One of my favorite passages in The Wealth of Nations speaks to this. Adam Smith’s criticism of the presumptuous statesman who is loading himself with most unnecessary attention:

“The statesman who should attempt to direct private people in what manner they ought to employ their capitals, would not only load himself with a most unnecessary attention, but assume an authority which could safely be trusted, not only to no single person, but to no council or senate whatever, and which would nowhere be so dangerous as in the hands of a man who had folly and presumption enough to fancy himself fit to exercise it.” (An Inquiry into the Nature and Causes of the Wealth of Nations, IV.2.10)

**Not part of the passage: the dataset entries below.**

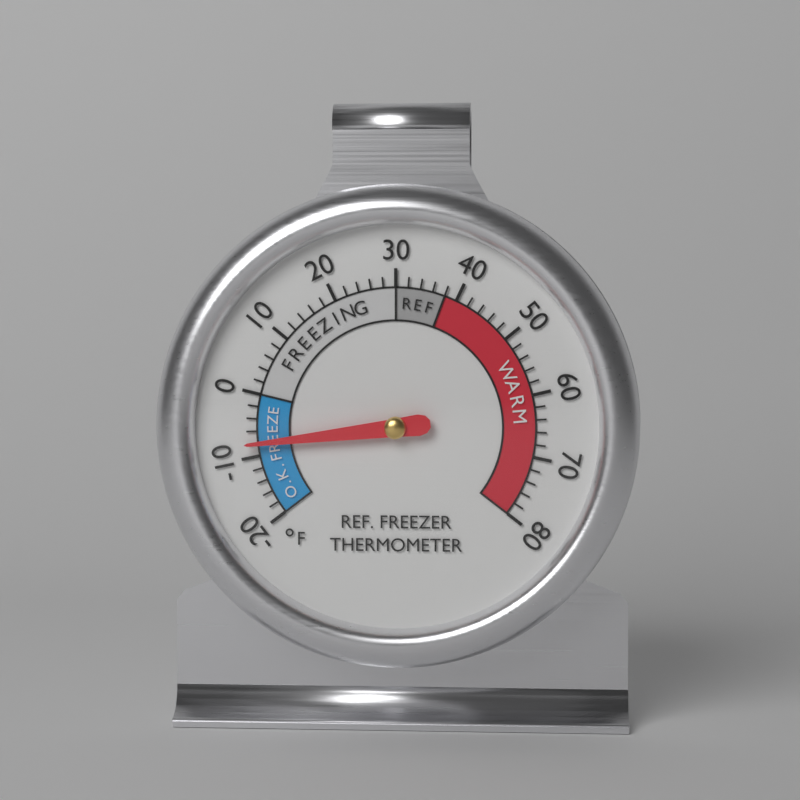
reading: -8 °F
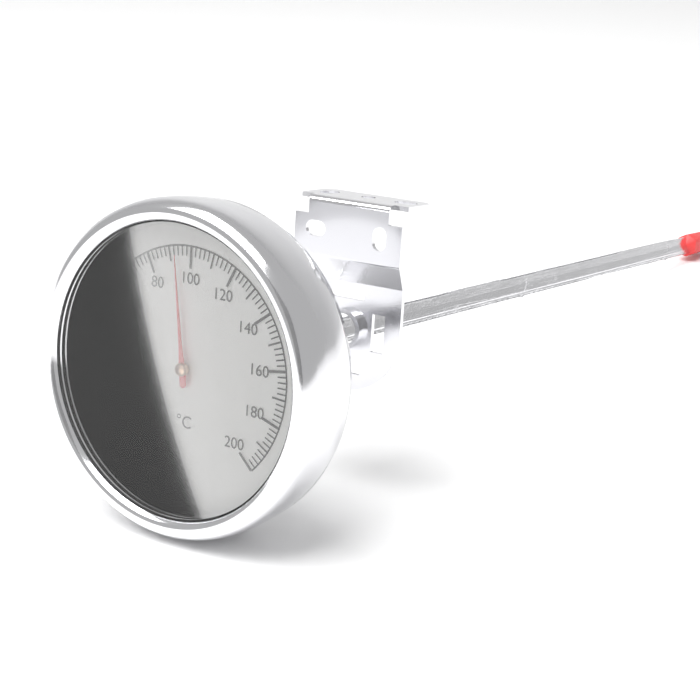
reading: 94 °C
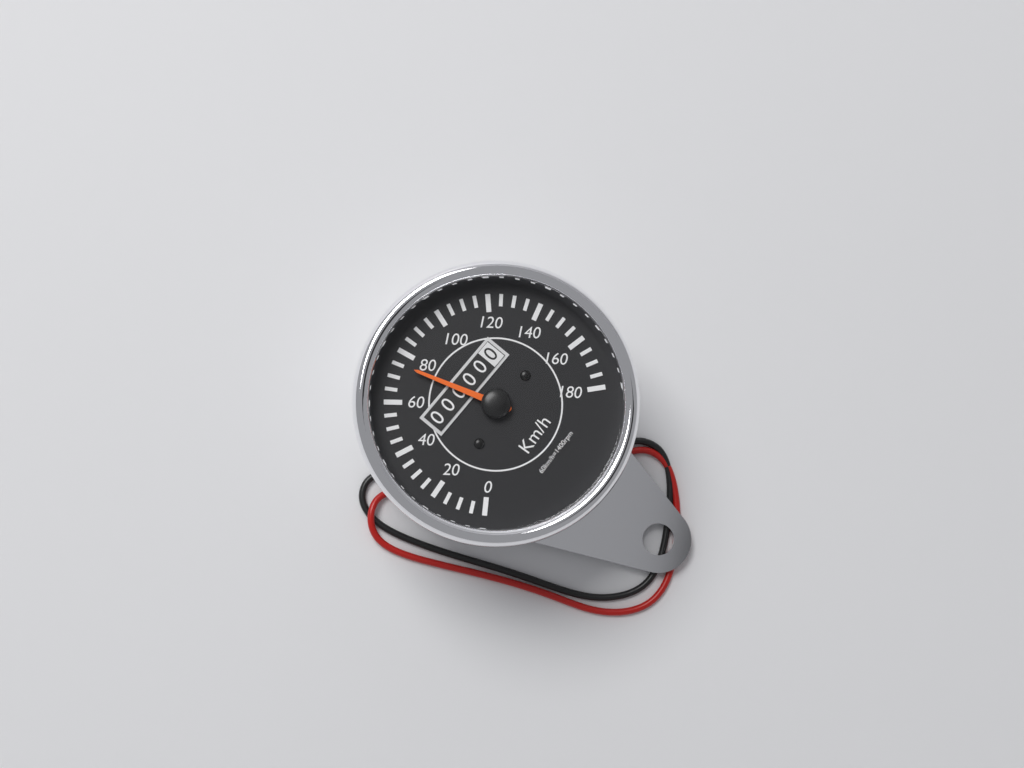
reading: 75 km/h
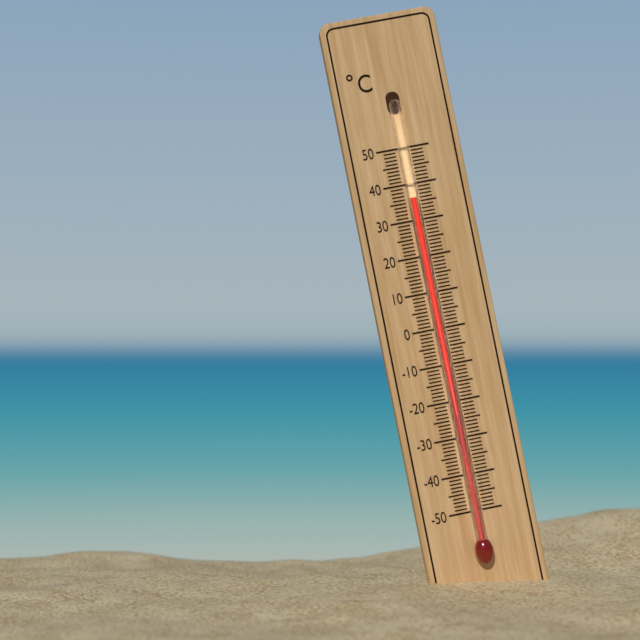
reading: 36 °C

The Covid-Industrial bureaucratic state is doing just that. It is assembling statesmen who think themselves fit and able to direct private people how they ought to employ their capitals. That the attention is most unnecessary is precisely why freedom matters so much. Moreover, by loading themselves with a most unnecessary attention, these statesmen are slowing things down rather than speeding things up, as David Henderson explains in a recent article for Defining Ideas. They do so intentionally by putting, as California has done, another expert approval committee between the vaccine and those who want it. They do it unintentionally by taking the response to the most critical public health emergency of the century and making it move at the speed of bureaucracy. Every stage in the planning-and-distribution process is wide open for corruption, rent-seeking, and politically-motivated distribution. The Bureaucratic Deal has created a public health debacle.

So what is to be done? Enter the Bourgeois Deal: “Leave me alone and I’ll make you rich”–or in this case, leave me alone, and I’ll protect you from Covid-19 when you’re ready for it.” “The free-market way,” Cochrane notes, would be “A drug company can sell a vaccine on January 14, and you can buy it, without fear of going to jail.” Would it have gone flawlessly? No, there is a great deal of ruin in a nation and a world, no matter how free. However, drug certification and quality control are too important to leave to the Bureaucratic-Dealing administrative state.

When our children and grandchildren look back on 2020, I hope they see how much of it probably could have been avoided had we embraced the Bourgeois Deal rather than the Bureaucratic Deal in the face of Covid-19. A lot more people probably would have lived to tell about it. Or better yet, had vaccines been distributed earlier, they might not have a pandemic to look back on.